The First Crusade was a response to one phase in this Islamic expansion. Christendom was then divided into the western Holy Roman Empire--for various reasons largely led by the popes in Rome--and the Eastern Byzantine Roman Empire with its capital in Constantinople. Toward the end of the tenth century; the Seljuk Turks, fighting in the name of Islam, invaded the Byzantine Empire and threatened Constantinople. The Byzantine emperor called for help from the West, sending his ambassadors to a Church Council in Piacenza. The Pope, Urban II, responded with a call to arms at Clermont in France the following year.

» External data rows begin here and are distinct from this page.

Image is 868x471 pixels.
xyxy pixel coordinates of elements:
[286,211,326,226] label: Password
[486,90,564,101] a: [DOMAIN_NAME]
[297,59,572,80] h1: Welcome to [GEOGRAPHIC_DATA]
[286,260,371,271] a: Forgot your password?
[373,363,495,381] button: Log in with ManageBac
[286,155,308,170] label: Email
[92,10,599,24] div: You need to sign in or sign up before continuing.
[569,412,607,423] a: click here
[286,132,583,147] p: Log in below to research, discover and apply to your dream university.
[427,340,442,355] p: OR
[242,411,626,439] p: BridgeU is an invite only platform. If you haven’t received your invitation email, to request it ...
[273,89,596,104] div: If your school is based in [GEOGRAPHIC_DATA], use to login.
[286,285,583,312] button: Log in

What modern historians such as Jonathan Riley-Smith of Cambridge University have now established is that the motive of the knights who responded to this call was not greed for material benefits but a craving for spiritual ones. They believed--as do Catholics today--that the pope had inherited the powers given by Christ to St. Peter to "bind and loose" their sins--in this case to compensate them for their services as warriors by letting them off the punishment due for their sins in the world to come. The prospect of booty, and even of establishing principalities which they could then rule, was an added incentive, but at the time was hardly controversial: It was universally accepted that to the victor should go the spoils. However, the expense of mounting such a complex expedition, and the extremely poor odds in favor of survival, made material profit implausible as a motive for going to war.

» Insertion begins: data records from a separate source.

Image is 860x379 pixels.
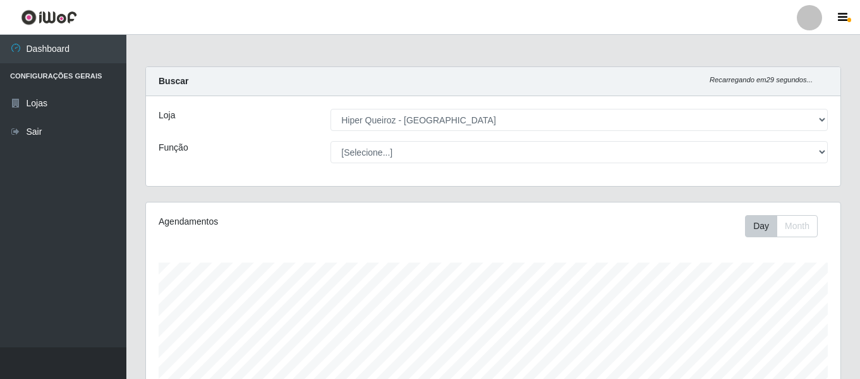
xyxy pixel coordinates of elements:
[777,215,818,237] button: Month
[745,215,818,237] div: First group
[159,109,175,122] label: Loja
[21,9,77,25] img: CoreUI Logo
[159,76,188,86] strong: Buscar
[710,76,813,83] i: Recarregando em 29 segundos...
[745,215,777,237] button: Day
[745,215,828,237] div: Toolbar with button groups
[159,141,188,154] label: Função
[159,215,427,228] div: Agendamentos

Of course, nothing is black and white. It is possible that Pope Urban not only wanted to help the Byzantine emperor but also liked the idea of getting the quarrelsome Frankish knights to stop fighting one another and fight the Muslims instead. He was also skilled at "spin": To motivate the crusaders, he made their objective the liberation of the holy city of Jerusalem, already at that time a place of pilgrimage for European Christians.

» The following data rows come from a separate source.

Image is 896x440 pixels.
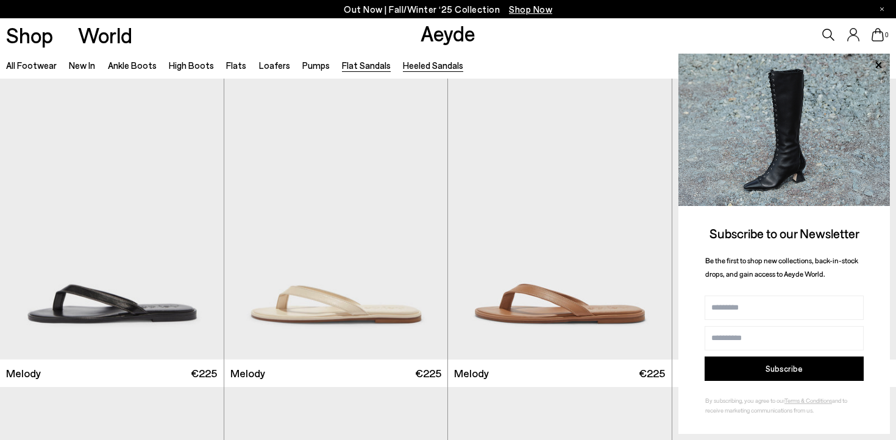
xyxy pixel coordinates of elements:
[785,397,832,404] a: Terms & Conditions
[415,366,441,381] span: €225
[710,226,860,241] span: Subscribe to our Newsletter
[509,4,552,15] span: Navigate to /collections/new-in
[78,24,132,46] a: World
[448,79,672,360] img: Melody Leather Thong Sandal
[224,79,448,360] div: 1 / 6
[191,366,217,381] span: €225
[403,60,463,71] a: Heeled Sandals
[6,366,41,381] span: Melody
[224,79,448,360] a: Next slide Previous slide
[230,366,265,381] span: Melody
[705,357,864,381] button: Subscribe
[448,360,672,387] a: Melody €225
[639,366,665,381] span: €225
[226,60,246,71] a: Flats
[6,60,57,71] a: All Footwear
[705,397,785,404] span: By subscribing, you agree to our
[224,360,448,387] a: Melody €225
[259,60,290,71] a: Loafers
[344,2,552,17] p: Out Now | Fall/Winter ‘25 Collection
[705,256,858,279] span: Be the first to shop new collections, back-in-stock drops, and gain access to Aeyde World.
[342,60,391,71] a: Flat Sandals
[678,54,890,206] img: 2a6287a1333c9a56320fd6e7b3c4a9a9.jpg
[169,60,214,71] a: High Boots
[421,20,475,46] a: Aeyde
[872,28,884,41] a: 0
[224,79,448,360] img: Melody Leather Thong Sandal
[454,366,489,381] span: Melody
[69,60,95,71] a: New In
[302,60,330,71] a: Pumps
[884,32,890,38] span: 0
[6,24,53,46] a: Shop
[108,60,157,71] a: Ankle Boots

The First Crusade was also marred by many atrocities such as the massacre of the Jews in the Rhineland and after the taking of Jerusalem: These were recognized as such and condemned by Christian churchmen at the time. The sack of Constantinople by the Fourth Crusade was also a scandal, though the judgement of Sir Steven Runciman, writing post-Auschwitz, that "there was never a greater crime against humanity," exposes the irrational animus against the Christian religion of this influential Crusade historian.
It also prompts us to question whether the post-Enlightenment era of human history has been quite as enlightened as we like to think. Were the Middle Ages really so bad? We may look back with horror to the Inquisition, the Wars of Religion, and the Crusades; but do they compare so unfavorably in the scales of human suffering with the trenches, the gulags, and the concentration camps, products of the supposedly enlightened twentieth century? Today; as throughout human history, ideological zeal is often used to justify the amoral pursuit of selfish interests. We in the West may feel confident that, on balance, our values of liberty and democracy are superior to those of fundamentalist Muslims such as Osama bin Laden: But can we be wholly confident that our rulers are clear in their own minds where the demands of justice and national self-interest coincide--and where diverge?
Piers Paul Read is author of The Templars, an account of the most powerful military order of the Crusades, just published in paperback by De Capo Press.